Radiohead's music long held a special place in my life. Not in the sense of "Thom really understands me, man!" or "You just don't understand how deep it is!" or anything silly like that. It's just been an odd coincidence that followed me up until the last couple of years, where Radiohead's current album reflected my state of mind at the time.
I first heard Radiohead in boot camp. One Sunday, not long before graduation, the drill sergeants left us largely to our own devices for the first time. And of course most of the recruits used the opportunity to break the rules. The drill sergeant on duty that day had left a lounge room unlocked for the first and only time (I don't remember why). It was packed with privates listening to smuggled Walkmans and jury-rigging a small TV with a clothes-hanger, filling the room with the mingled sounds of Judge Judy and would-be soldiers bullshitting with each other. A kid named Ransome, who had been nice to me despite my then-crippling social inability, let me take a listen to his earphones. I don't remember which song it was, or whether it was from Kid A or Amnesiac. All I remember is it was something heavy and complex, brooding, fraught with glitches and strange sounds. Thom Yorke's disembodied voice murmured like a long-ignored conscience above it all. It fit that part of my life perfectly.
That first year or so in the army was a dark depersonalized time. I only had one or two friends. With everyone else I retreated deep into my shell; other soldiers said, only half-jokingly, that I was bound to go on a shooting rampage sooner or later. Halfway into
AIT, maybe six months after my training began, my class was finally permitted to keep personal belongings and go off-base on weekends. One of my first purchases was Kid A; within a couple weeks I picked up Amnesiac as well. Almost every weekend thereafter I could be found lurking in one of the barracks' empty sleeping rooms while everyone else stayed out drinking, writing out my angst in my diary while listening to those two albums over and over. We all went to heaven in a little rowboat.
I was a different person when Hail to the Thief came out. I was still in the army, but I was in the "real" army now, living in a relatively comfy two-person room with as much freedom as anyone on two-hour deployment alert can have. I'd even had sex. I still brooded by myself listening to depressive music, but I wrote my angst down in a LiveJournal, where other people could sympathize, and sometimes I even went out to town on the weekends. Jen and I got married not long after, moving off-base into a for-real apartment; my growth into a fully-functional human being continued. I had been one of the 25% of Americans who were correctly opposed to the Iraq war from the start. From that seed sprouted my nascent political and social awareness. Thief fit perfectly into the thoughts and concerns of that emerging Rick. It was often the soundtrack as I wrote long screeds against neoconservatism and the Iraq folly, as I fell into the trap of seeing Dubya Bush as the cause instead of the symptom. Thief comes to mind whenever I think of that long October in 2004, as my unshakeable moral confidence gave way to concern and confusion as Bush inched forward in the polls, and then a sense of national betrayal on the morning of November 3. January has April showers, and two and two always makes a five.
When I downloaded In Rainbows in late '07, I was an entirely new person (you may sense a theme). Jen and I had been polyamorous for more than two years. That first fumbling catastrophic poly relationship was long in the past. I had Chrissy now, and everything was just oh so precious and perfect. Except that she was spending less and less time in New York. She moved back to Florida in March '08, then New Mexico that August. What had been a seemingly idyllic love affair, full of confident plans to spend our future together forever, began to show its first inevitable cracks. In Rainbows fit perfectly, communicating both the fragile joy and the sentimental loneliness of a newly long-distance relationship, the pulsing current of sadness and ephemerality under it all. This is one for the good days, and I have it all here in red, blue, green.
These days... I still like Radiohead, still listen to a complete album every now and then on my iPod, but they don't touch me quite the same way. I have The King of Limbs on a hard drive somewhere but I haven't heard a single note from it. If anything, the Radiohead album I find myself drawn to now is The Bends. "High and Dry" fits my adolescent species of cynicism and disappointment. "Fake Plastic Trees" of course has an obvious connection to Chrissy/Christine. "Bones," "(Nice Dream)," "Just," "My Iron Lung," "Bullet Proof... I Wish I Was," "Sulk" -- they all conform to a pattern of pushing on to become a person despite all the disappointment, disaffection, and shitty choices. You just sit there wishing you could still make love.
But really, that's stretching the pattern a bit. My musical tastes have expanded so radically in the last two or three years that one single band isn't going to dominate my mental soundtrack in quite the same way again. I don't have time to keep listening to the same album over and over anymore. I guess that's a good thing, though I kind of miss the days when one album caught the mood of my life for a time.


__TASK__
From the listing below, pull out every line where the string "their" appears.

————————

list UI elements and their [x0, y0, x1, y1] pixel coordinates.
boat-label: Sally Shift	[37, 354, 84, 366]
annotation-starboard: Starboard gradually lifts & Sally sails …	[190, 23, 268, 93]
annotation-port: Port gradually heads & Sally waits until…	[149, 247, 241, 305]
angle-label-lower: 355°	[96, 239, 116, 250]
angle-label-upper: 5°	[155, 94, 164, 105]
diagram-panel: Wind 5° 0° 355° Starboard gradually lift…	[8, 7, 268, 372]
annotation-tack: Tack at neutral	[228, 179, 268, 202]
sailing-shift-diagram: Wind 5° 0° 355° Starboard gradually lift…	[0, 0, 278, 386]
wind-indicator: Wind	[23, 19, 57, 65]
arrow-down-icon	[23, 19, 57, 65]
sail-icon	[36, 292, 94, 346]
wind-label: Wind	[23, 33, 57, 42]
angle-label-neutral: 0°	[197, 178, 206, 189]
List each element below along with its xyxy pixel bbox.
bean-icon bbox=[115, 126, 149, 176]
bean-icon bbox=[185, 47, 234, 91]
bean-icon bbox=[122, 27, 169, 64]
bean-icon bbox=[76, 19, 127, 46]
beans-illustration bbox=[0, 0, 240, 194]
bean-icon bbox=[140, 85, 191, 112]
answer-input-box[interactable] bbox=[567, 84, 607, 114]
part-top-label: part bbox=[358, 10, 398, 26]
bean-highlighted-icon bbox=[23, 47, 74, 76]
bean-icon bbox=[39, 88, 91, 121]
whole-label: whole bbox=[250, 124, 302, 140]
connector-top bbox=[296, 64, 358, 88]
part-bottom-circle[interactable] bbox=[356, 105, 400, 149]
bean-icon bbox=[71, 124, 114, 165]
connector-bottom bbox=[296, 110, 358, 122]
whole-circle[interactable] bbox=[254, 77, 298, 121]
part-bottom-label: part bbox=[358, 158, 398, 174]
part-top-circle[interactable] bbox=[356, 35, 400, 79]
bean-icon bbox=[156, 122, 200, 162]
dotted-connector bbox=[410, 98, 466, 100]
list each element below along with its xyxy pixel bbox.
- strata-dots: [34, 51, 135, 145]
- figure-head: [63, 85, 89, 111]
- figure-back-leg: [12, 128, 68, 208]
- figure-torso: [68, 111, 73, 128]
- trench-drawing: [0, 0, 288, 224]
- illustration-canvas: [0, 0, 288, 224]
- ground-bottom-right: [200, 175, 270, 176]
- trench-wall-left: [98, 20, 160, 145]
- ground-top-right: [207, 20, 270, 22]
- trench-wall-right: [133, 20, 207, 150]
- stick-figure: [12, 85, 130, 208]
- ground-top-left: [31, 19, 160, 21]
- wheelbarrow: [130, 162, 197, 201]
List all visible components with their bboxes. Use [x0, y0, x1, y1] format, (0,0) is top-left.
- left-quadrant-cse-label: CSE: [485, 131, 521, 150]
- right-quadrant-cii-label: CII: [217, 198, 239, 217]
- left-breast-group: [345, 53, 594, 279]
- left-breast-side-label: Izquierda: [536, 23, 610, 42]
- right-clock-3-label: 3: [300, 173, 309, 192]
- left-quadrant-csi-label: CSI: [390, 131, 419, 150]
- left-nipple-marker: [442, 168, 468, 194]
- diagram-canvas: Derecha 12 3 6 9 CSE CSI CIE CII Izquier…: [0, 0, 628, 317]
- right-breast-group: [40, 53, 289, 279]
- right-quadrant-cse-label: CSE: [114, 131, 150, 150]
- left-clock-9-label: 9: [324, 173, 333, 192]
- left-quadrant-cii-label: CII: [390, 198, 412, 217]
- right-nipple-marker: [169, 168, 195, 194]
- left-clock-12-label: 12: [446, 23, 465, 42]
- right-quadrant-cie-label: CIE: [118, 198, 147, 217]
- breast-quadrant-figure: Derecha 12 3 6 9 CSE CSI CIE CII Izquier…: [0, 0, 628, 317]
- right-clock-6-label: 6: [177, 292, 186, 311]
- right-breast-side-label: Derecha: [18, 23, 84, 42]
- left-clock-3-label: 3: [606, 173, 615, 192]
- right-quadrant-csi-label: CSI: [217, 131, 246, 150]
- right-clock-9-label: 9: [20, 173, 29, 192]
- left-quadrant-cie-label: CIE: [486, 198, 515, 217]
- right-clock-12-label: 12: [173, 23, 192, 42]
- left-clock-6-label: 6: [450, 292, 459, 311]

————————

__COMPLETED EXERCISE__
list UI elements and their [x0, y0, x1, y1] pixel coordinates.
List all visible components with their bboxes. Use [x0, y0, x1, y1] format, (0,0) is top-left.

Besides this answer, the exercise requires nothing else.